How was it that he saw the dangers fascism was presenting across Europe long before many of his contemporaries? Churchill had many Jewish friends and colleagues and, from them, he learned about some of the horrendous events happening during the 1930s. He was also a historian, able to identify the dangers of Hitler and the Nazis and put them into historical context. Churchill had encountered fascism previously and saw the same traits in the Nazis. This insight would lead him, in due course, to predict Soviet imperialism.

In the years leading up to World War II, it took “extraordinary moral courage” on Churchill’s part to defend his convictions. He was frequently shouted down in the House of Commons, and called a war-monger. Yet, he never deviated from his views or reacted to opinion polls. Nor did he employ a speechwriter during either of his premierships. Instead, he used his natural eloquence to win people over – and worked on hard on his speeches.

Churchill had three rules when it came to writing morale-boosting speeches:

  1. Keep your sentences short;
  2. Use short words: don’t show off;
  3. Where possible, use Anglo Saxon words, i.e. the language the English people have been using for the past 500 years. In Churchill’s famous “Fight on the beaches” speech, only two words aren’t derived from the English language.

Churchill displayed the same bravery as our wartime PM that he had as a soldier, travelling thousands of miles over the course of six years by plane or boat, constantly under the threat of attack. Legend has it that he insisted on having a machine gun on his boat, so that if attacked by a submarine he could open fire on it.

The only time Churchill is on record as saying that Britain might lose the war is in June 1940, when France was falling. Returning home from an airfield, he made a comment implying that Britain would be lost within three months; small wonder that he felt so, given that Russia was still allied with Germany and that the U.S. was refusing to join the war. Churchill was desperately frustrated by President Roosevelt’s attitude, unable to understand why the world’s largest free democracy refused to stand up to, in Churchill’s eyes, the most heinous political organisation ever to exist.

Churchill with Roosevelt

Many questions have been asked about how much the Allies knew of the Holocaust. There were indications, Andrew Roberts told us, in particular from Polish escapees from Auschwitz, who had made it clear that some kind of mass extermination was taking place. However, Allied intelligence was not able to build a clear picture that 12 other camps were carrying out the same crimes – and thus the Holocaust was not given the prominence it should have been. In autumn 1944, the Allies did manage to warn the Hungarian government that they should stop the country’s Jews from being taken to camps – although not all of them could be saved. And the challenges presented by destroying the camps and the methods of getting people to them were extreme; it might have been possible to bomb the camps themselves, but it was virtually impossible to be successfully bomb railway lines from the air.

The 1945 general election result came as a “great shock” to Churchill.

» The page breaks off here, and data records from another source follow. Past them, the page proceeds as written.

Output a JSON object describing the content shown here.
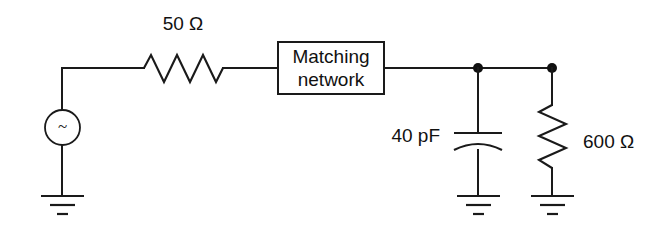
{
  "diagram": {
    "background_color": "#ffffff",
    "line_color": "#1a1a1a",
    "components": {
      "source": {
        "name": "AC voltage source",
        "symbol": "~",
        "type": "ac-source"
      },
      "series_resistor": {
        "label": "50 Ω",
        "value": "50",
        "unit": "Ω",
        "type": "resistor",
        "orientation": "horizontal"
      },
      "matching_network": {
        "line1": "Matching",
        "line2": "network",
        "type": "block"
      },
      "capacitor": {
        "label": "40 pF",
        "value": "40",
        "unit": "pF",
        "type": "capacitor",
        "orientation": "vertical"
      },
      "load_resistor": {
        "label": "600 Ω",
        "value": "600",
        "unit": "Ω",
        "type": "resistor",
        "orientation": "vertical"
      },
      "grounds": {
        "count": "3",
        "type": "earth-ground"
      }
    }
  }
}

During the election campaign he had travelled the length & breadth of the UK and been cheered by huge crowds. But he had underestimated the appeal of free healthcare and the nationalisation of the banks. Roberts believes that – as Clemmie suggested at the time – the loss was a blessing in disguise; Churchill was exhausted, and going directly into another term of office may well have killed him. Instead, he was able to recover, recharge his batteries and enjoy his beloved Chartwell – before being re-elected in 1951.

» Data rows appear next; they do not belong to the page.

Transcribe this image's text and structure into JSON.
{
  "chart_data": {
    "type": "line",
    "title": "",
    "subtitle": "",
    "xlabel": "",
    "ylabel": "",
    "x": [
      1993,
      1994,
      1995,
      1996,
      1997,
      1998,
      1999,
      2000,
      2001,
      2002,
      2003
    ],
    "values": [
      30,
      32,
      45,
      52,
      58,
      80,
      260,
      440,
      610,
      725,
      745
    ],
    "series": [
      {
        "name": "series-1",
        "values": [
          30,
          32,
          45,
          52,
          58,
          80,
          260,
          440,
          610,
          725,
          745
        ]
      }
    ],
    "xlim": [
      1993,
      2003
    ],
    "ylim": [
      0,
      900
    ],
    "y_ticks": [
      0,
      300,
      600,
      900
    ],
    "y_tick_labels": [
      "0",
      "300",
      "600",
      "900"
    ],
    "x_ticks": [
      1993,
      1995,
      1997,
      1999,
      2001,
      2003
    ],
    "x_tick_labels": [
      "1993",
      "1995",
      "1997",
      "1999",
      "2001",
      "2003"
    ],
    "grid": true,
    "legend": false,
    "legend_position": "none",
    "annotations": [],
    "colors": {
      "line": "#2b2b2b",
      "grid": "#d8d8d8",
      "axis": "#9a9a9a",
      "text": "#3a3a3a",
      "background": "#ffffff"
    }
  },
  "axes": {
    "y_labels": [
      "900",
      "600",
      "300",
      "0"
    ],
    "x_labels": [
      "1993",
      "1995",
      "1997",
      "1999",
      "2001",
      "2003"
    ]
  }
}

A complex character, Winston Churchill. As mentioned at the beginning of this post, many books have been dedicated to analysing his personality, victories and failures – and no doubt many more will follow. I’ll conclude this post with Roberts’s closing remarks: that Churchill was a man who undoubtedly made mistakes, but one who learned from them. That he was a man of tremendous eloquence and great foresight. And that not only did he do as he predicted and save Britain and her Empire from disaster; ultimately, he saved civilisation itself.